Monday 25 July 2011

Reflections by the lake

I am the Viking statue in Gimli, Manitoba, born in 1967 to commemorate the upcoming Centennial. Before that, I was a ghost or a spirit from the past and humans were barely aware of me. But here I stand, fifteen feet tall with my back to the lake. I hold my axe and the general idea is that I have just landed on the shore and am checking the place out for new opportunities. I don’t like this great thundering axe because it looks so threatening. I realise that my race acquired a reputation for plundering but I always tried to avoid it, only plundering when it was absolutely necessary. I don’t like having my back to the lake because my heritage is the sea. I would much rather have been depicted with a dolphin or two, those intelligent mammals that used to follow my boat in those happy faraway times.

            Since 1967, I have seen many changes. This town of five thousand swells to fifteen thousand in the summer months with many cottagers and visitors enjoying pleasure-boating and fishing. Icelanders came here in the late nineteenth century and took up fishing and farming. I was part of their heritage having sailed to Iceland hundreds of years before. Many Vikings were merchants or farmers in Iceland and of course, they loved to fish. Lake Winnipeg teams with fish, the Winnipeg Gold eye being a great delicacy and the pickerel is so delectable that it defies description.

Gimli has changed in the past fifty years and some think for the better but I feel a nostalgia for the old wooden cottages. Those old buildings have been replaced by modern summer homes. Gazebos abound and this probably a good idea because the mosquito season is fierce. Before screened gazebos became common, there was much cursing and swatting in the early summer. It was at times like that, that I was glad to be made of fibre glass, marble dust and resin, thus impervious to mosquitoes. Did I mention that I was designed by Gisseur Eliasson, a professor at the University of Manitoba and that I was sculpted by a gifted sculptor, George Barone? How about that for an illustrious rebirth?

To my right is the sea wall and on this moody Manitoba morning, artists are touching up their sea wall paintings that take a beating from stormy waters. Some paintings don’t quite fit the scene—they portray the wrong history. For example, there is one painting that mystifies me—elegant women in picture hats carrying parasols, flanked by little girls in beribboned dresses and little boys in sailor suits. What does this art have to do with a nineteenth-century Icelandic community that built its reputation on commercial fishing?

Over there to my left, people sit under umbrellas on the hotel patio enjoying the pan-fried pickerel, served with crisp salad and herbed buns. People now refer to Gimli as a charming little area of Manitoba with hotels and restaurants to please the many visitors. I guess we Vikings have made it into the modern world. But in spirit, I wander backwards towards the old seafaring days and I miss my close communication with those dear darling dolphins.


What you should do → Where a line of the material contains the string "screenshot", copy that line.

Material shown →
###

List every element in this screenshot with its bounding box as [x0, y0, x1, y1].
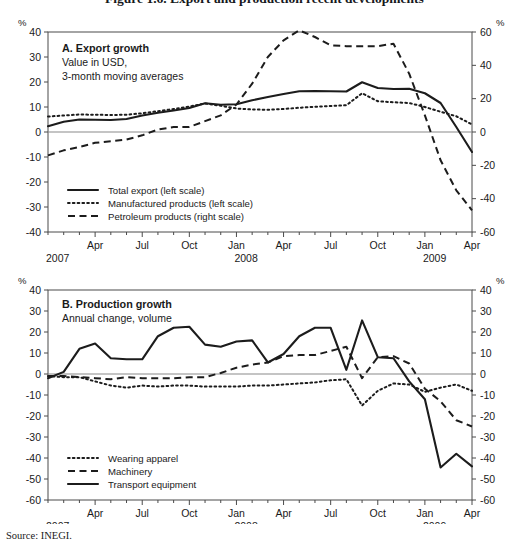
x-tick-label: Jul [324, 507, 337, 519]
y-tick-label-right: -40 [480, 192, 495, 204]
y-tick-label-left: -60 [26, 494, 41, 506]
x-tick-label: Jan [416, 239, 433, 251]
y-tick-label-left: -40 [26, 452, 41, 464]
export-growth-chart: 403020100-10-20-30-406040200-20-40-60%%A… [0, 8, 529, 278]
x-tick-label: Jul [136, 507, 149, 519]
x-year-label: 2007 [46, 520, 70, 524]
panel-title: A. Export growth [62, 42, 149, 54]
y-tick-label-left: -10 [26, 151, 41, 163]
panel-subtitle: Value in USD, [62, 56, 127, 68]
y-tick-label-left: 40 [29, 284, 41, 296]
figure-title: Figure 1.6. Export and production recent… [0, 0, 529, 7]
unit-symbol-left: % [18, 275, 27, 286]
panel-production-growth: 403020100-10-20-30-40-50-60403020100-10-… [0, 262, 529, 524]
y-tick-label-right: 0 [480, 126, 486, 138]
y-tick-label-left: -20 [26, 410, 41, 422]
legend-label: Transport equipment [108, 479, 197, 490]
x-tick-label: Jan [228, 507, 245, 519]
unit-symbol-right: % [496, 275, 505, 286]
x-tick-label: Oct [181, 239, 197, 251]
y-tick-label-left: 10 [29, 101, 41, 113]
x-tick-label: Oct [181, 507, 197, 519]
y-tick-label-right: 30 [480, 305, 492, 317]
x-tick-label: Apr [87, 239, 104, 251]
x-year-label: 2009 [423, 520, 447, 524]
y-tick-label-left: 30 [29, 305, 41, 317]
x-tick-label: Apr [464, 239, 481, 251]
y-tick-label-right: 40 [480, 59, 492, 71]
y-tick-label-right: 10 [480, 347, 492, 359]
y-tick-label-right: -20 [480, 159, 495, 171]
y-tick-label-right: 40 [480, 284, 492, 296]
y-tick-label-right: -20 [480, 410, 495, 422]
panel-title: B. Production growth [62, 298, 172, 310]
x-tick-label: Oct [370, 239, 386, 251]
panel-subtitle: 3-month moving averages [62, 70, 183, 82]
x-tick-label: Jul [324, 239, 337, 251]
series-line [48, 82, 472, 152]
y-tick-label-left: -20 [26, 176, 41, 188]
y-tick-label-right: -60 [480, 226, 495, 238]
x-tick-label: Jan [416, 507, 433, 519]
panel-export-growth: 403020100-10-20-30-406040200-20-40-60%%A… [0, 8, 529, 278]
y-tick-label-right: -40 [480, 452, 495, 464]
y-tick-label-right: 20 [480, 92, 492, 104]
x-tick-label: Jul [136, 239, 149, 251]
x-tick-label: Apr [87, 507, 104, 519]
legend-label: Machinery [108, 466, 152, 477]
legend-label: Manufactured products (left scale) [108, 198, 253, 209]
y-tick-label-left: 0 [35, 368, 41, 380]
y-tick-label-right: -10 [480, 389, 495, 401]
y-tick-label-left: -40 [26, 226, 41, 238]
legend-label: Petroleum products (right scale) [108, 211, 244, 222]
y-tick-label-right: -60 [480, 494, 495, 506]
y-tick-label-right: 60 [480, 26, 492, 38]
y-tick-label-left: -30 [26, 431, 41, 443]
x-tick-label: Apr [464, 507, 481, 519]
y-tick-label-left: 0 [35, 126, 41, 138]
y-tick-label-right: -30 [480, 431, 495, 443]
y-tick-label-right: 0 [480, 368, 486, 380]
y-tick-label-left: -30 [26, 201, 41, 213]
source-note: Source: INEGI. [6, 530, 72, 541]
y-tick-label-left: 20 [29, 326, 41, 338]
legend-label: Wearing apparel [108, 453, 178, 464]
x-tick-label: Apr [275, 239, 292, 251]
y-tick-label-left: -10 [26, 389, 41, 401]
unit-symbol-left: % [18, 17, 27, 28]
y-tick-label-left: 10 [29, 347, 41, 359]
x-tick-label: Jan [228, 239, 245, 251]
x-tick-label: Oct [370, 507, 386, 519]
panel-subtitle: Annual change, volume [62, 312, 172, 324]
y-tick-label-right: -50 [480, 473, 495, 485]
production-growth-chart: 403020100-10-20-30-40-50-60403020100-10-… [0, 262, 529, 524]
legend-label: Total export (left scale) [108, 185, 205, 196]
unit-symbol-right: % [496, 17, 505, 28]
x-tick-label: Apr [275, 507, 292, 519]
y-tick-label-left: 20 [29, 76, 41, 88]
series-line [48, 320, 472, 467]
y-tick-label-left: 40 [29, 26, 41, 38]
y-tick-label-right: 20 [480, 326, 492, 338]
y-tick-label-left: -50 [26, 473, 41, 485]
x-year-label: 2008 [234, 520, 258, 524]
y-tick-label-left: 30 [29, 51, 41, 63]
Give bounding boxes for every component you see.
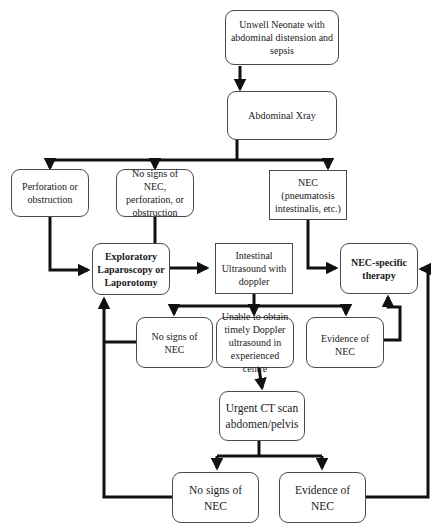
edge-evidence-ct-therapy xyxy=(366,269,428,497)
node-exploratory-laparotomy: Exploratory Laparoscopy or Laporotomy xyxy=(92,243,170,295)
edge-evidence-therapy xyxy=(384,297,400,340)
node-no-signs-ct: No signs of NEC xyxy=(172,472,259,523)
node-nec-specific-therapy: NEC-specific therapy xyxy=(340,243,418,294)
node-unable-doppler: Unable to obtain timely Doppler ultrasou… xyxy=(216,317,294,368)
node-start: Unwell Neonate with abdominal distension… xyxy=(225,10,339,65)
node-intestinal-ultrasound: Intestinal Ultrasound with doppler xyxy=(215,243,293,294)
node-urgent-ct: Urgent CT scan abdomen/pelvis xyxy=(219,391,305,441)
edge-nec-therapy xyxy=(308,219,336,268)
node-perforation-obstruction: Perforation or obstruction xyxy=(11,169,89,217)
node-no-signs-us: No signs of NEC xyxy=(136,317,213,368)
edge-perforation-laparotomy xyxy=(50,216,88,270)
node-evidence-ct: Evidence of NEC xyxy=(279,472,366,523)
node-abdominal-xray: Abdominal Xray xyxy=(227,91,337,140)
node-no-signs-xray: No signs of NEC, perforation, or obstruc… xyxy=(116,169,194,217)
flowchart: Unwell Neonate with abdominal distension… xyxy=(0,0,441,532)
node-evidence-us: Evidence of NEC xyxy=(306,317,384,368)
node-nec-pneumatosis: NEC (pneumatosis intestinalis, etc.) xyxy=(269,170,347,220)
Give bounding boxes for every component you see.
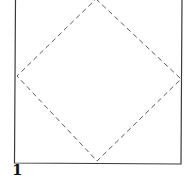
paper-square-outline xyxy=(15,0,183,164)
fold-diagram xyxy=(0,0,188,180)
step-number: 1 xyxy=(12,163,22,178)
fold-line-diamond xyxy=(17,0,181,161)
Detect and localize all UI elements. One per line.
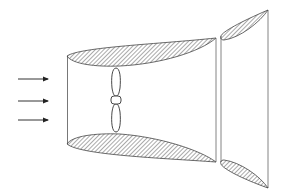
- diagram-canvas: Ducted propeller with diffuser (wind tur…: [0, 0, 284, 196]
- propeller-blade-top: [112, 68, 121, 96]
- diffuser-ring: [221, 10, 268, 188]
- main-duct: [67, 38, 216, 162]
- top-diffuser-airfoil: [221, 10, 268, 40]
- propeller-icon: [111, 68, 121, 132]
- bottom-diffuser-airfoil: [221, 160, 268, 188]
- propeller-blade-bottom: [112, 104, 121, 132]
- propeller-hub: [111, 96, 121, 104]
- inflow-arrows: [18, 79, 48, 120]
- duct-diagram: [0, 0, 284, 196]
- bottom-duct-airfoil: [67, 134, 216, 162]
- top-duct-airfoil: [67, 38, 216, 66]
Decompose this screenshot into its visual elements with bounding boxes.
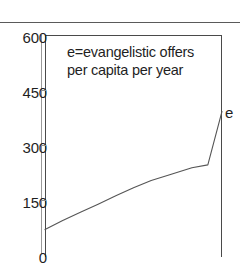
y-tick-label-600: 600 (1, 30, 47, 45)
y-tick-label-0: 0 (1, 250, 47, 265)
plot-annotation: e=evangelistic offers per capita per yea… (67, 44, 217, 79)
annotation-line-2: per capita per year (67, 62, 217, 80)
y-tick-mark-300 (41, 145, 46, 146)
y-tick-label-450: 450 (1, 85, 47, 100)
y-tick-label-300: 300 (1, 140, 47, 155)
series-end-label-e: e (225, 105, 233, 120)
y-tick-label-150: 150 (1, 195, 47, 210)
page-top-rule (0, 22, 240, 23)
annotation-line-1: e=evangelistic offers (67, 44, 217, 62)
y-tick-mark-450 (41, 90, 46, 91)
y-tick-mark-150 (41, 200, 46, 201)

###

Output of the task →
List every element in this screenshot with its bounding box as [x0, y0, x1, y1].
Decompose this screenshot into its visual elements with bounding boxes.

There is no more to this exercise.